The Internal Iranian Struggle in the Aftermath of the Geneva Nuclear Agreement
Rouhani’s charm offensive does not add up to a real change in Iran.
Rouhani’s charm offensive does not add up to a real change in Iran.
Iranian leaders are consistent in their anti-Israel rhetoric, clear about their hostile intentions, and certain of their apocalyptic beliefs. Here are their top anti-Israel statements from 2013, with links to the original source in Persian.
Taner Akçam reminds us in his book The Young Turks’ Crime Against Humanity, that six years ago, a Turkish court sentenced two journalists to a year in jail for using the term, “genocide” to describe “events of 1915.”

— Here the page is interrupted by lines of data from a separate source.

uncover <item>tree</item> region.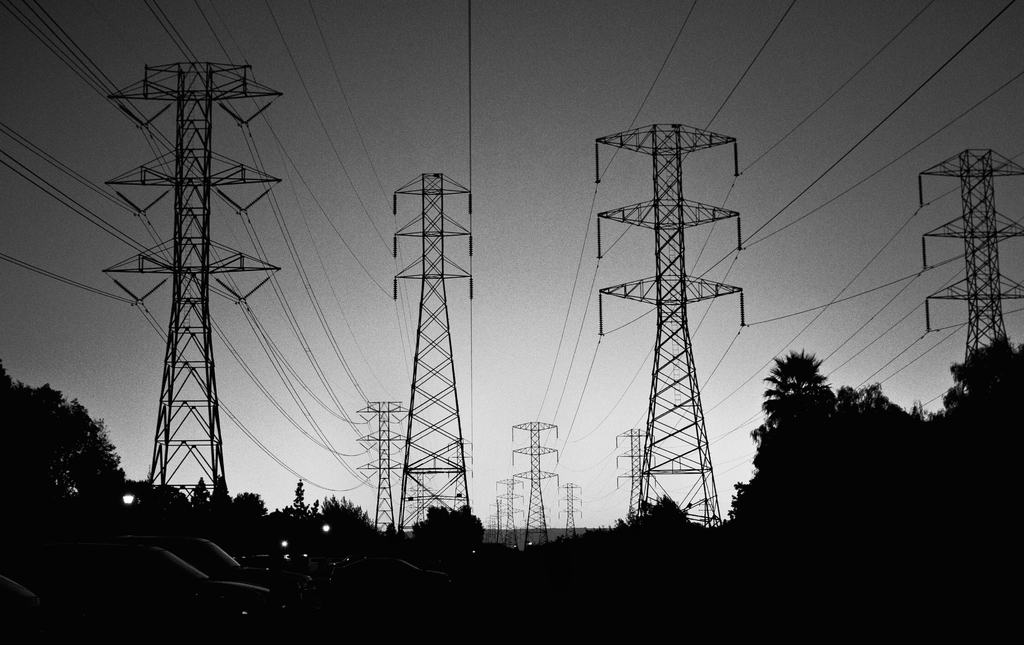
Uncovered: <box>410,506,486,555</box>.
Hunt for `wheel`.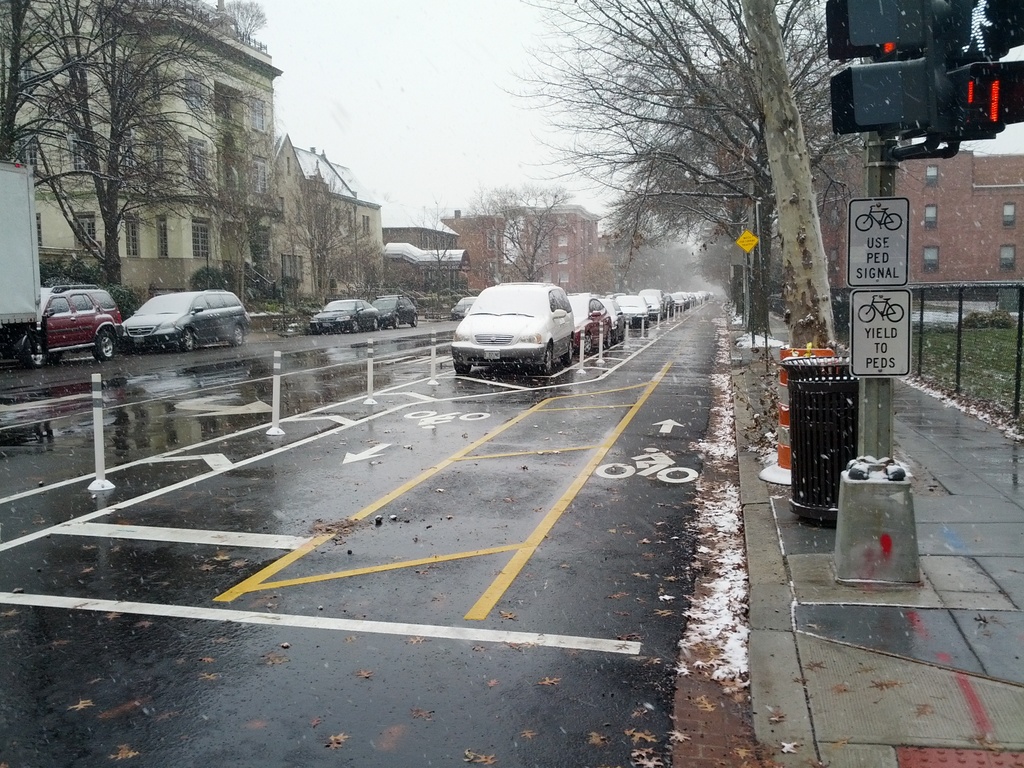
Hunted down at (603, 328, 612, 349).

On June 3, 2010, Iranian television offered a live broadcast of the mass reception that Israeli Arabs gave Sheikh Raed Salah after he was released from a police investigation. Salah was arrested for participating in the Turkish flotilla that sought to breach the Israeli maritime blockade of Gaza – aboard its most problematic vessel, the Mavi Marmara […]
Iran sees itself coming to the nuclear negotiations from a position of strength.
Last weekend, the International Atomic Energy Agency published one of its regular reports on the status of the Iranian nuclear program.
Iran is not entering the nuclear negotiations out of weakness, but, rather, from a position of strength.
Click to hear the debate June 14, 2013 JOHN HUMPHRYS: I’m joined by Jack Straw, former foreign secretary, and by Dr Dore Gold, former foreign policy advisor to the Israeli Prime Minister. Jack Straw, how should we now be treating, dealing with Iran? JACK STRAW: Well, we should obviously wait for the results of the […]
With a few days remaining before the June 14 presidential elections in Iran, the most fraught, sensitive issue in the campaign concerns Iran’s foreign policy – its relations with the West in general and the nuclear talks in particular.
An increasing number of Egyptians are calling on the army to return to the political scene to replace President Morsi.
Tehran increasingly fears that Azerbaijan is turning into a base for a military attack on its nuclear facilities.
Iran sees the civil war in Syria as a war of survival against a radical Sunni uprising that views Iran and the Shiites as infidels to be annihilated.
It does not appear that Iran intends to give up its nuclear activity; instead, it is waiting for the right moment to “break out.”
On the second anniversary of the civil war in Syria, nothing on the horizon foretells a ceasefire.
Shiite communities around the world represent the infrastructure upon which Iran builds its subversive policies worldwide.